So that's the point; don't bake features into my browser that point me to one company when the whole purpose of a browser in the first place is to be able to visit web pages... like https://protonvpn.com/.
This is about only one thing: money (affiliate sales).
The company had bought Ellington, a Django based CMS, but the team basically rewrote the entire thing using multi table inheritance (unintentionally), so everything in the database had two copies, and we had over 70 tables, hundreds of gigabytes, disasters every week and tons of bugs... I discovered this more than a year later and nobody was even aware. Even the DBA wasn’t aware the tables were duplicates.
Right... it’s not that power corrupts; it’s that power is good and corruption is just something that coincidentally keeps popping up everywhere where there is power.

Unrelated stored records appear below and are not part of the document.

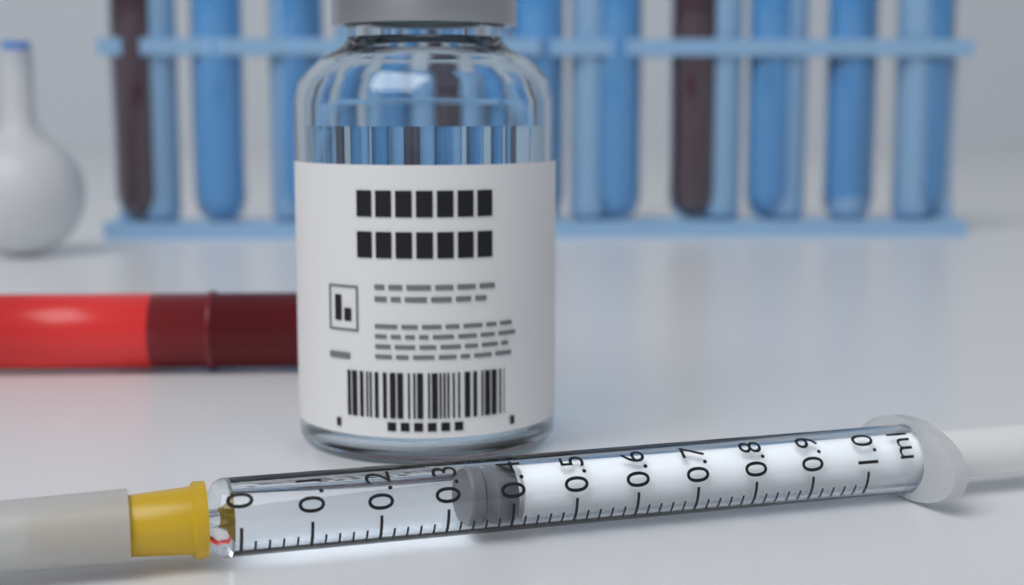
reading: 0.34 ml
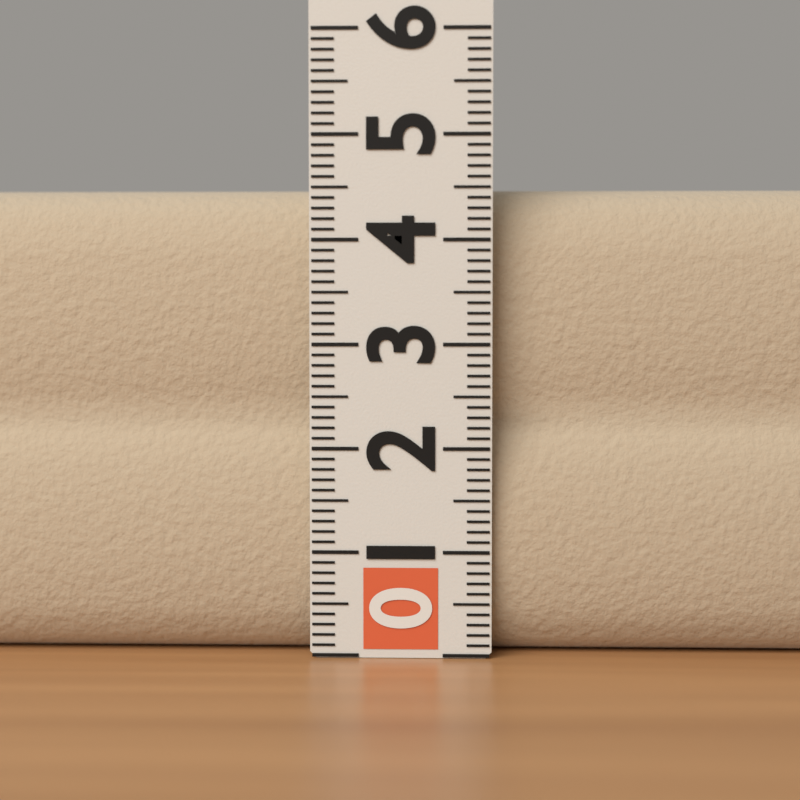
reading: 4.5 (no unit)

Also, what conversation? The one-sided echo-chamber where dissenting opinions are immediately met with hostility and censorship?
That’s not a valid comparison. If Microsoft was licensing their patents under GNU (if that was possible), we’d be talking about something different entirely, but they’re not actually open sourcing them in any way at all... they’re entering into a contract to trade them like Pokemon cards with a consortium that will actually, eventually become a monopoly. Once they become a monopoly with enough leverage, they will inevitably agree to change their terms to be more hostile to the rest of the world.

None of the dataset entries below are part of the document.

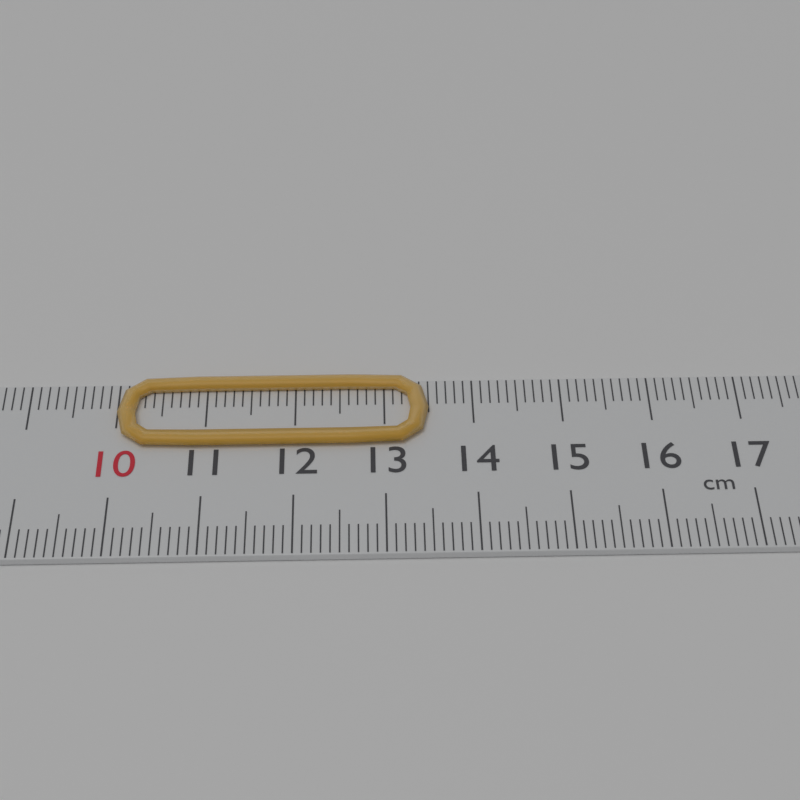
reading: 13.5 cm
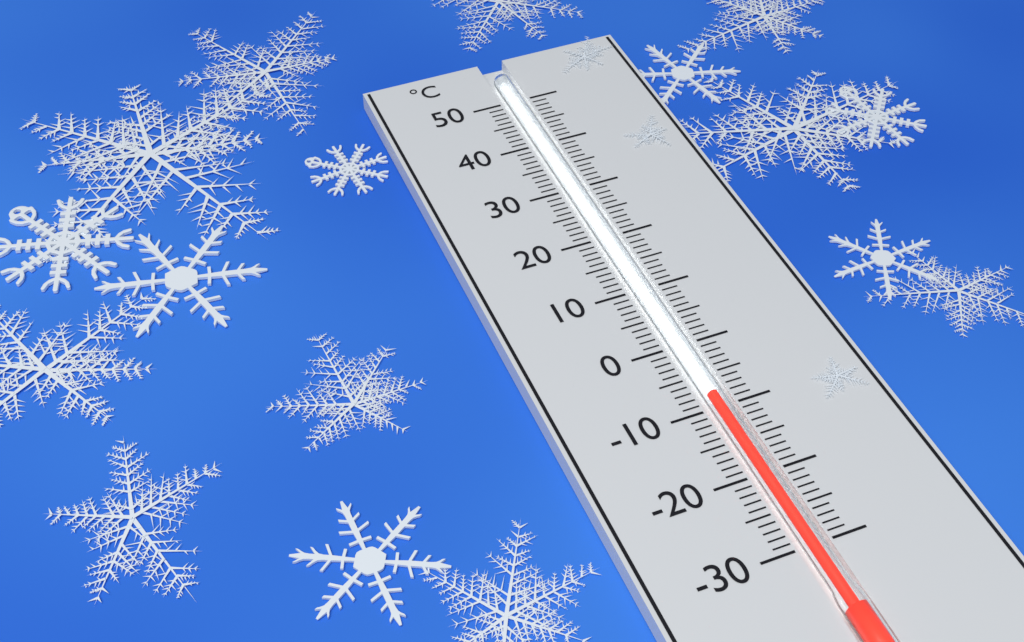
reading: -8 °C
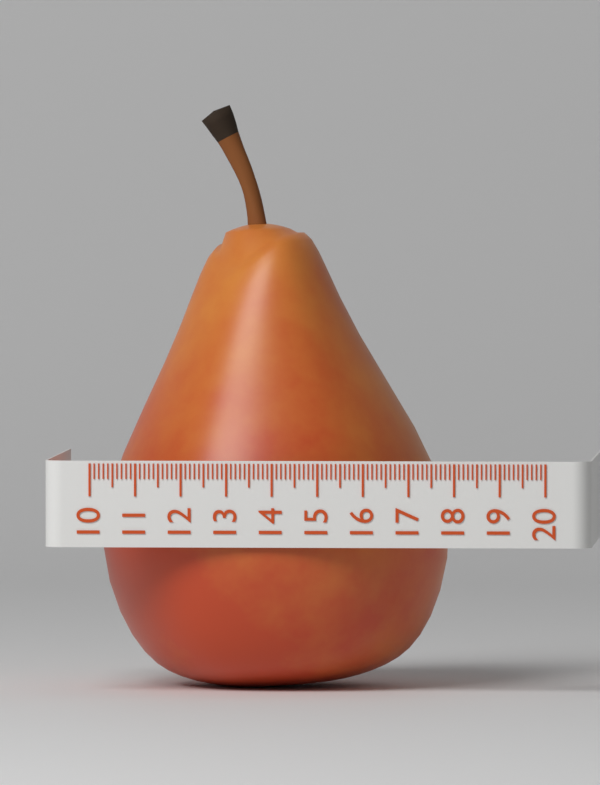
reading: 17.7 (no unit)
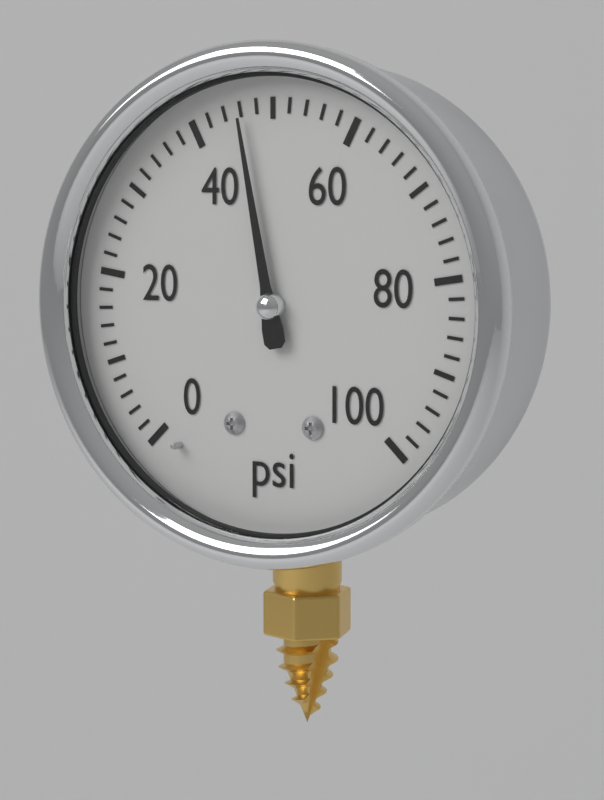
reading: 46 psi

Open source software offers usage under some kind of license for essentially nothing in return, not “you can use our software if you make all of your software open sores as well”.

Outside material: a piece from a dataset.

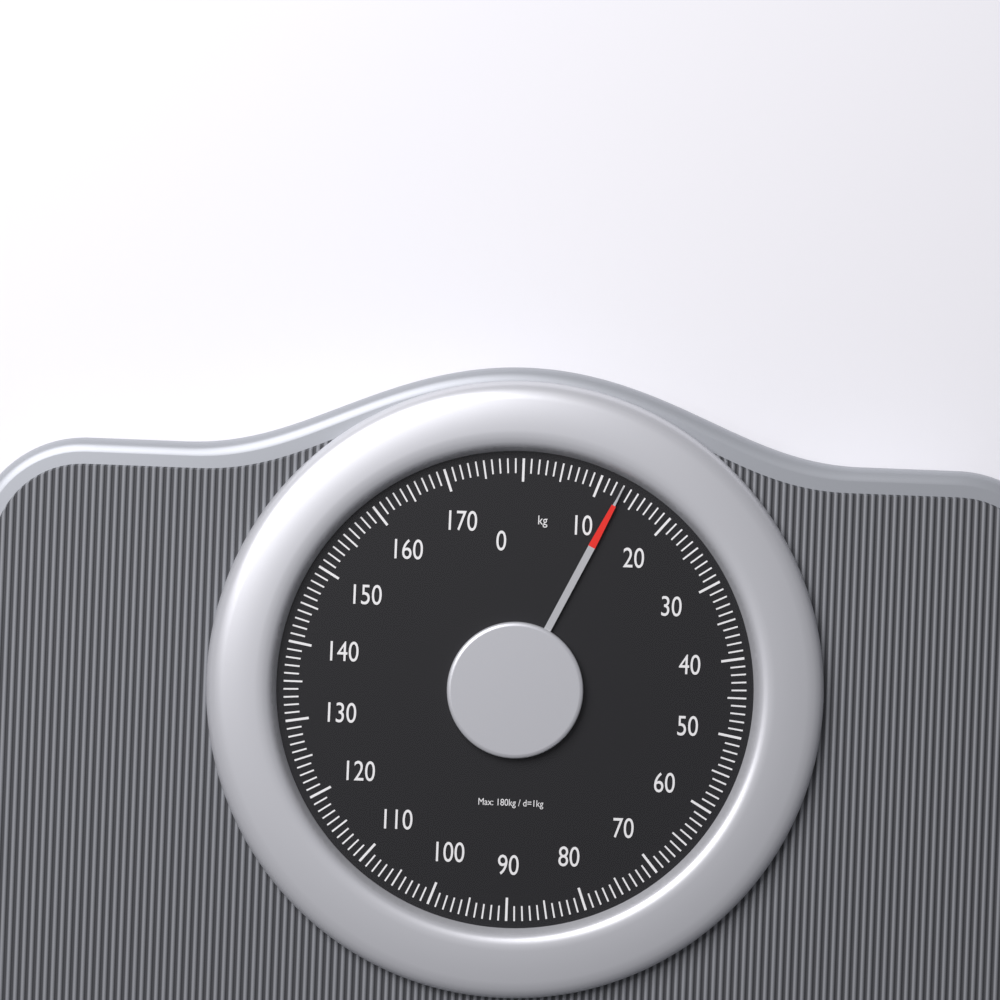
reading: 13 kg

I’m gonna leave this comment here so that I can come back and reference it in an article that all right 10 years from now when everybody is talking about how this consortium effectively took over the world of IP and how it’s too bad nobody could see that snowball when it was near the top of the hill still.
Here’s another thing to consider: given the right terms, which the constituents of this consortium could agree to, this IP monopoly (read: mafia) could even use their IP to collectively sue basically everyone (the cross section of that many patents will overlap with much more IP in the world, creating an economy of scale nobody can compete with).
If Microsoft is doing this selflessly, then why aren’t they simply putting their patents into the public domain?
Consider the open innovation network as a kind of club, with good intentions.
When a company like Microsoft joins it might seem like the pinnacle of success, but with it really means is that the club has become a mafia.
It won’t be long before OIN uses its patent leverage to affect control over the behavior if its members.
Think about it for a minute… Why wouldn’t such a group or simply convince corporations, like Microsoft, to put their patents into the public domain? If you have to join a club to gain access to something, but it’s not really open source and it’s not really some kind of charitable contribution.
Another way of looking at this is, Microsoft has just one goal, being a publicly traded company, which is to increase the share price of its stock… Why are people so stupid always constantly fall for the same tricks, believing that such companies do anything that is actually charitable?
"Our code is self-documenting. If you need documentation then the code isn't written well enough"
-Assholes who don't know what it is like to work with mature code bases.
So that's the point; don't bake features into my browser that point me to one company when the whole purpose of a browser in the first place is to be able to visit web pages... like https://protonvpn.com/.
This is about only one thing: money (affiliate sales).